Change is the only constant in life. I get
annoyed with the “grammar police” at times. It seems to me that they are
claiming a standard when we don’t agree on the standard. It seems that we seize
on grammatical niceties, the trivial, and miss the more important aspiration of
clarity and elegance in writing. I recall with some chagrin that the writing
instructors of our daughter never gave them a template or suggestions about
good writing, only a red pen for minor trespasses of form. It may be a way of
trying to claim some authority, an air of knowing something that the common
herd does not. I think that some of the concern with grammar bears class
prejudice, even an attempt to claim superiority, based on the knowledge of
grammar itself. It can be an attempt to create a barrier between the accepted
and the proper v. the improper and the unacceptable.

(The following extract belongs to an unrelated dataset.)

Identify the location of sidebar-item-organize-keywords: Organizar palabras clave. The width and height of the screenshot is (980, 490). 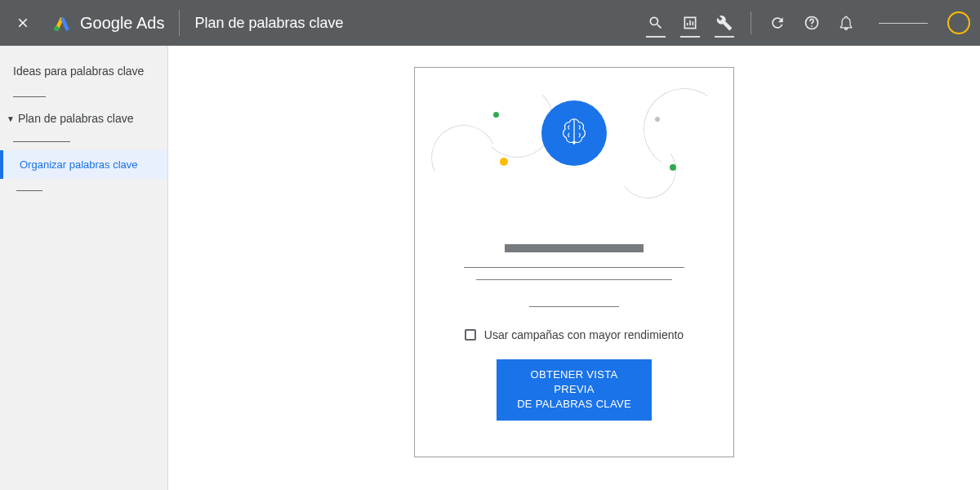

In seminary, I do recall that every instance of
folks struggling with Greek and Hebrew was due to not knowing English grammar.
Both of our daughters learned more grammar in Spanish than they did in their
schooling in English class. My own distaste for mixing up who and whom derives
more from people mistaking whom for when people say “between you and I” is in
part grammatical but more that it is a mistaken attempt to sound more formal.

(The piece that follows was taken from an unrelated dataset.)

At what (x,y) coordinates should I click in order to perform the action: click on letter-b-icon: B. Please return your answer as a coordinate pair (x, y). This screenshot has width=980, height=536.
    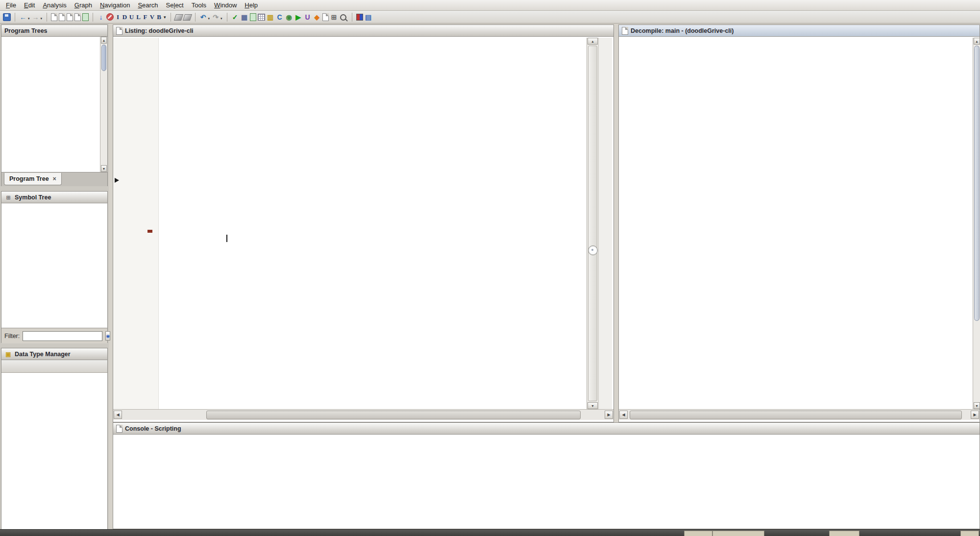
    Looking at the image, I should click on (159, 17).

I wonder more about folks who try to freeze words and their meanings.
Again, I fall into this at times. I do not like that the word, disinterested
(impartial) has turned into uninterested. In his new book on changes in church
history, Garry Wills reminds us that for some time Latin were considered not
only the language of the Roman Catholic Church but all scholarship. Its grammar
was considered the ultimate template. I suppose English, with its much less
careful taxonomy of words was automatically suspect. I was amused to see a
self-important scholar bragging that he knew that peruse meant to carefully
examine a document. When he was reminded that dictionaries also permit its more
common usage to scan something, he then declared that one and only one
dictionary was honored by him. I was amused as the same author constantly
disparages traditional church worship in favor of anything and everything
considered new.
The older established denominations are
struggling mightily with change. Seeing memberships tumble, perhaps we should
grab at the hem of the garments of the new and seemingly popular. Perhaps the
tide of change has turned against the older churches. I sense that we support
change when we agree with it, and we oppose it when it violates our
preferences. Complaints about hymns are almost always phrased as old hymns, but
folks usually mean ones that they recall from childhood. (I have heard people
complain about a “new” hymn that is 500 years old, but call How Great Thou Art
an ancient song.(The version most people treasure dates from 1949).Change is
with us always, whether in language or in church traditions. We hold it in
tension with tradition itself, I suppose, at our healthiest. Otherwise, if we
try to freeze time, we seem like King Canute trying to command the waves to
stop. We do well to question change, question it, not the naive assumption that
change for its own sake is always better. To try to freeze a language, to try
to imprison church liturgy into the mirage of a missed past is to ignore the
flow of life itself. Swept up in a tidal wave of change, we focus on the
insignificant, since that we can grasp.